Category Archives: 2008 Election

WASHINGTON – Barack Obama now leads in four states won by President Bush in 2004 and is essentially tied with John McCain in two other Republican red states, according to new AP-GfK battleground polling.

The results help explain why the Democrat is pressing his money and manpower advantages in a slew of traditionally GOP states, hoping not just for a win but a transcendent victory that remakes the nation’s political map.
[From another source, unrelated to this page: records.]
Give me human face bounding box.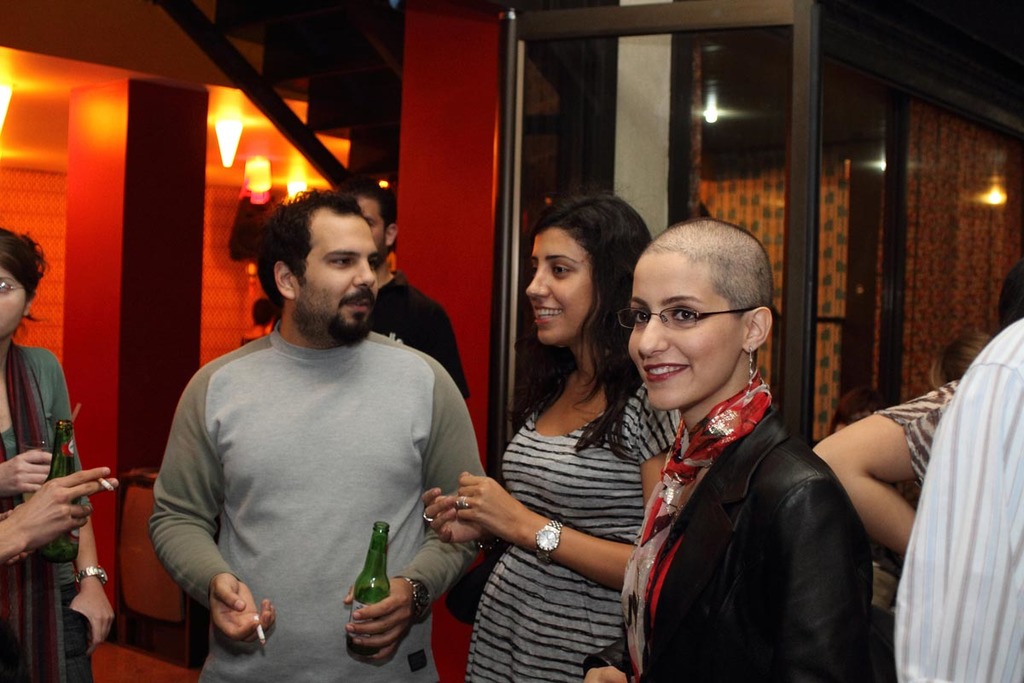
BBox(361, 198, 386, 261).
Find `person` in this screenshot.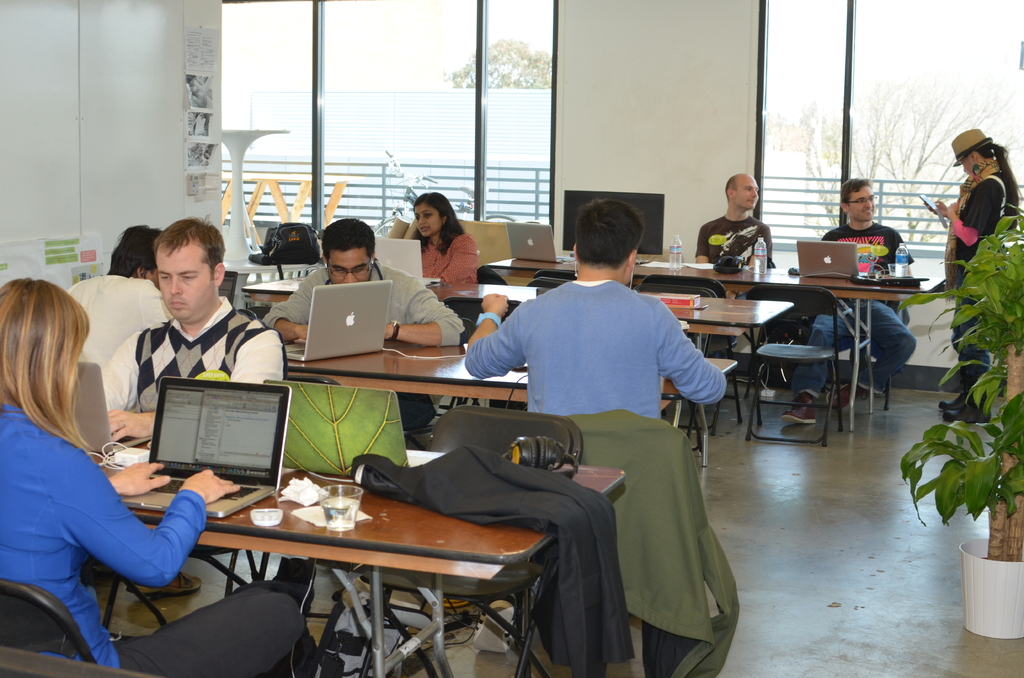
The bounding box for `person` is 98, 214, 284, 437.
McCain is scrambling to defend states where he wouldn’t even be campaigning if the race were closer.

Less than a week before Election Day, the AP-GfK polls show Obama winning among early voters, favored on almost every issue, benefiting from the country’s sour mood and widely viewed as the winning candidate by voters in eight crucial states — Colorado, Florida, Nevada, New Hampshire, North Carolina, Ohio, Pennsylvania and Virginia.

“If you believe in miracles,” said GOP consultant Joe Gaylord of Arlington, Va., “you still believe in McCain.”

To read the full article: AP
BY RON FOURNIER and TREVOR TOMPSON, Associated Press Writers Ron Fournier And Trevor Tompson, Associated Press Writers

Sarah Palin to speak tonight at the RNC
Palin to try to silence media storm in debut : Reuters
The Early Word: Palin’s Big Night : New York Times Blog

Obama ad slams McCain on abortion rights
T. PAUL, Minn. — Barack Obama has launched a broadside against John McCain’s opposition to abortion rights and moved one of the most divisive issues in modern American politics to the airwaves on a large scale for the first time in this presidential campaign.

Obama’s new radio ad, airing widely in at least seven swing states, tells voters McCain “will make abortion illegal.” It’s airing as McCain courts female voters with the addition of the staunchly anti-abortion governor of Alaska, Sarah Palin, to his ticket.

Democrats had, until now, sought to appeal to women primarily on economic issues such as health care and workplace discrimination; abortion rights were hardly mentioned at the Democratic National Convention in Denver last week. But women’s rights groups have been urging Obama to attack McCain on the issue, pointing to polling showing that some women who support McCain think he supports abortion rights. In fact, the Arizona senator has long supported a ban on abortions, with exceptions for victims of rape and incest, and for pregnancies that threaten the life of the mother. Palin has an even firmer anti-abortion stance: She would require rape and incest victims to carry their pregnancies to term.